Maryland County Considering Student Loan Repayment Program for Volunteer First Responders

“This [volunteer] system across the country is dying slowly,” said Rich Gardiner, a spokesman for the Harford County Volunteer Fire and EMS Association. “It is not just a Harford County problem. This is a Maryland problem, and we are all competing for the same people.”

2015-04-wearable-tech-first-responder-e1428432524287.jpg

The Aegis

By James Whitlow

BEL AIR, Md. -- Harford County’s investment in its volunteer fire and emergency medical services could grow if County Executive Barry Glassman’s proposals for a new fire substation and student loan repayment for EMS workers pass the county council.

Glassman, a former volunteer EMS worker himself, revealed proposals to construct a new fire substation near the James Run development in Riverside and repay up to $20,000 of college graduates’ student loans if they serve as volunteer first responders at his state of the county address last week.

Glassman said he plans to allocate money for both proposals in the county’s budget, debuting in April, which the county council should vote to approve in late May or early June. If approved, the loan repayment program would begin July 1.

While some costs are still up in the air, Glassman said he planned to allocate $100,000 from property and income tax revenue to the repayment program in its first stages. The broad-brush idea has already been decided, he said, and the county’s Department of Emergency Services will determine who the payments go to and how they should be tracked and allocated.

County Council President Patrick Vincenti said that Tuesday’s address was the first the council had heard of the proposal. The seven-member body has the power to deduct money from the budget, but it can only redirect funds to education.

The council in the past has been very supportive of our firefighters and EMS, and I believe they will continue to be,” Vincenti said. “I don’t believe the county executive would be proposing this without consulting with the treasurer and everyone else involved, and I don’t think he would put this forward if he thought it was going to take a bite out of something necessary.”

The idea for the loan repayment program came from legislation introduced in Pennsylvania, Glassman said, and the need for the program came from a dwindling supply of volunteer fire and EMS workers.

Harford County has historically relied on its volunteer EMS services. But the pressures of long training periods and the hard hours spent after their day jobs leave many burnt out and dissuade potential volunteers from applying. Volunteer services are also cheaper than the county shouldering the burden.

"[The student debt repayment program] is just a tool I want to put out there to see if it works and we can attract new responders,” Glassman said. “It is one of those issues where if we do not begin to address it, it is just going to get worse.”

Harford County does employ some of its own EMS personnel, but they are meant to supplement the volunteer services, which act on the frontlines of emergency situations. The county is working to change that, but Glassman estimated would take 10 or 15 years.

We kind of have a bifurcated system. It is a transitioning system,” Glassman said. “We would like to see the volunteers be successful as long as possible because they save us a great deal of money.”

The proposal should be seriously considered, said Rich Gardiner, a spokesman for the Harford County Volunteer Fire and EMS Association. Any new ideas for attracting and retaining volunteers are welcome, he said.

“We are really appreciative of the county executive for presenting these ideas,” Gardiner said. “You have to try everything imaginable to see if it works.”

Other organizational issues within volunteer fire departments are secondary to recruitment, Gardiner said. The county is still reliant on the 1,500 people of 12 volunteer fire and EMS organizations throughout the county, and those volunteers are dropping off.

“This system across the country is dying slowly,” he said. “It is not just a Harford County problem. This is a Maryland problem, and we are all competing for the same people.”

Glassman also hopes the repayment program would attract a more varied pool of volunteers like when he was riding out to calls with the Level Volunteer Fire Company.

What we envision is sort of like what we had in the old days in the volunteer system,” he said. “You could have ... people from all walks of life.”

Further underscoring the county and volunteers’ interdependence, Glassman proposed the construction of a new fire substation in Riverside -- a county building that would be staffed primarily by volunteers from the Abingdon Volunteer Fire Company.

The county would construct the building and lease it to the fire company. Normally, the county provides between $750,000 and $1 million to fund building construction or renovation for the volunteer services.

“The county cannot borrow for or finance buildings for them,” Glassman said. “It has really put a kind of hardship on local companies as far as financing capital projects.”

This way, he said, the county can help reduce the immediate costs to the fire company.

(c)2020 The Aegis (Bel Air, Md.)

Visit The Aegis (Bel Air, Md.) at www.baltimoresun.com/explore/harford/publications/the-aegis

Distributed by Tribune Content Agency, LLC.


» **Prompt**
In the copy, include no pictures, but reproduce every record exactly.

◆ ◆ ◆ ◆

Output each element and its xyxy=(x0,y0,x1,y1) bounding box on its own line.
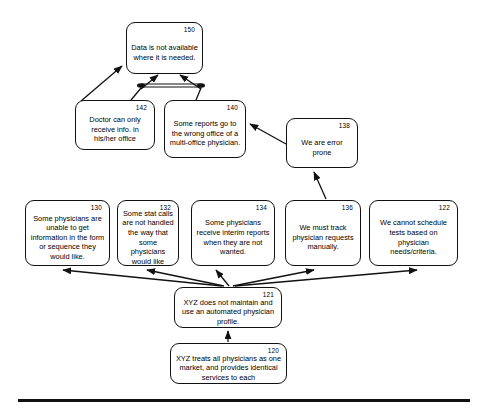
edge-121-to-136 xyxy=(233,270,314,286)
node-130[interactable]: 130 Some physicians are unable to get in… xyxy=(25,200,110,266)
node-142-text: Doctor can only receive info. in his/her… xyxy=(76,106,154,144)
node-140[interactable]: 140 Some reports go to the wrong office … xyxy=(164,100,246,158)
node-122-ref: 122 xyxy=(439,204,450,211)
node-120[interactable]: 120 XYZ treats all physicians as one mar… xyxy=(170,343,287,384)
node-140-ref: 140 xyxy=(227,104,238,111)
edge-121-to-134 xyxy=(216,270,229,286)
node-138-ref: 138 xyxy=(339,122,350,129)
node-122-text: We cannot schedule tests based on physic… xyxy=(370,209,457,256)
edge-138-to-140 xyxy=(250,124,286,144)
edge-140-junction-to-150 xyxy=(180,75,201,100)
node-136[interactable]: 136 We must track physician requests man… xyxy=(285,200,361,266)
node-138[interactable]: 138 We are error prone xyxy=(286,118,358,168)
node-142-ref: 142 xyxy=(136,104,147,111)
node-121[interactable]: 121 XYZ does not maintain and use an aut… xyxy=(174,287,282,328)
node-136-text: We must track physician requests manuall… xyxy=(286,214,360,252)
edge-142-junction-to-150 xyxy=(131,75,158,100)
node-140-text: Some reports go to the wrong office of a… xyxy=(165,110,245,148)
node-150[interactable]: 150 Data is not available where it is ne… xyxy=(126,22,203,74)
node-122[interactable]: 122 We cannot schedule tests based on ph… xyxy=(369,200,458,266)
page-footer-rule xyxy=(18,399,470,402)
node-120-ref: 120 xyxy=(268,347,279,354)
edge-121-to-130 xyxy=(63,270,222,286)
node-136-ref: 136 xyxy=(342,204,353,211)
node-130-ref: 130 xyxy=(91,204,102,211)
and-junction-bar xyxy=(137,83,205,87)
node-150-ref: 150 xyxy=(184,26,195,33)
edge-142-to-150 xyxy=(81,66,122,101)
node-130-text: Some physicians are unable to get inform… xyxy=(26,205,109,262)
node-138-text: We are error prone xyxy=(287,129,357,157)
node-132-ref: 132 xyxy=(160,204,171,211)
edge-136-to-138 xyxy=(314,172,326,199)
node-132[interactable]: 132 Some stat calls are not handled the … xyxy=(117,200,179,266)
edge-121-to-122 xyxy=(235,270,417,286)
node-142[interactable]: 142 Doctor can only receive info. in his… xyxy=(75,100,155,150)
node-134-ref: 134 xyxy=(256,204,267,211)
edge-121-to-132 xyxy=(147,270,224,286)
node-134-text: Some physicians receive interim reports … xyxy=(192,209,274,256)
node-134[interactable]: 134 Some physicians receive interim repo… xyxy=(191,200,275,266)
node-150-text: Data is not available where it is needed… xyxy=(127,34,202,62)
diagram-canvas: 150 Data is not available where it is ne… xyxy=(0,0,487,418)
node-121-ref: 121 xyxy=(263,291,274,298)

◆ ◆ ◆ ◆

» **Solved problem**
Output each element and its xyxy=(x0,y0,x1,y1) bounding box on its own line.
edge-121-to-136 xyxy=(233,270,314,286)
node-130[interactable]: 130 Some physicians are unable to get in… xyxy=(25,200,110,266)
node-142-text: Doctor can only receive info. in his/her… xyxy=(76,106,154,144)
node-140[interactable]: 140 Some reports go to the wrong office … xyxy=(164,100,246,158)
node-122-ref: 122 xyxy=(439,204,450,211)
node-120[interactable]: 120 XYZ treats all physicians as one mar… xyxy=(170,343,287,384)
node-140-ref: 140 xyxy=(227,104,238,111)
edge-121-to-134 xyxy=(216,270,229,286)
node-138-ref: 138 xyxy=(339,122,350,129)
node-122-text: We cannot schedule tests based on physic… xyxy=(370,209,457,256)
edge-138-to-140 xyxy=(250,124,286,144)
edge-140-junction-to-150 xyxy=(180,75,201,100)
node-136[interactable]: 136 We must track physician requests man… xyxy=(285,200,361,266)
node-138[interactable]: 138 We are error prone xyxy=(286,118,358,168)
node-142-ref: 142 xyxy=(136,104,147,111)
node-121[interactable]: 121 XYZ does not maintain and use an aut… xyxy=(174,287,282,328)
node-136-text: We must track physician requests manuall… xyxy=(286,214,360,252)
edge-142-junction-to-150 xyxy=(131,75,158,100)
node-140-text: Some reports go to the wrong office of a… xyxy=(165,110,245,148)
node-150[interactable]: 150 Data is not available where it is ne… xyxy=(126,22,203,74)
node-122[interactable]: 122 We cannot schedule tests based on ph… xyxy=(369,200,458,266)
page-footer-rule xyxy=(18,399,470,402)
node-120-ref: 120 xyxy=(268,347,279,354)
edge-121-to-130 xyxy=(63,270,222,286)
node-136-ref: 136 xyxy=(342,204,353,211)
node-130-ref: 130 xyxy=(91,204,102,211)
and-junction-bar xyxy=(137,83,205,87)
node-150-ref: 150 xyxy=(184,26,195,33)
edge-142-to-150 xyxy=(81,66,122,101)
node-130-text: Some physicians are unable to get inform… xyxy=(26,205,109,262)
node-138-text: We are error prone xyxy=(287,129,357,157)
node-132-ref: 132 xyxy=(160,204,171,211)
edge-136-to-138 xyxy=(314,172,326,199)
node-132[interactable]: 132 Some stat calls are not handled the … xyxy=(117,200,179,266)
edge-121-to-122 xyxy=(235,270,417,286)
node-142[interactable]: 142 Doctor can only receive info. in his… xyxy=(75,100,155,150)
node-134-ref: 134 xyxy=(256,204,267,211)
edge-121-to-132 xyxy=(147,270,224,286)
node-134-text: Some physicians receive interim reports … xyxy=(192,209,274,256)
node-134[interactable]: 134 Some physicians receive interim repo… xyxy=(191,200,275,266)
node-150-text: Data is not available where it is needed… xyxy=(127,34,202,62)
diagram-canvas: 150 Data is not available where it is ne… xyxy=(0,0,487,418)
node-121-ref: 121 xyxy=(263,291,274,298)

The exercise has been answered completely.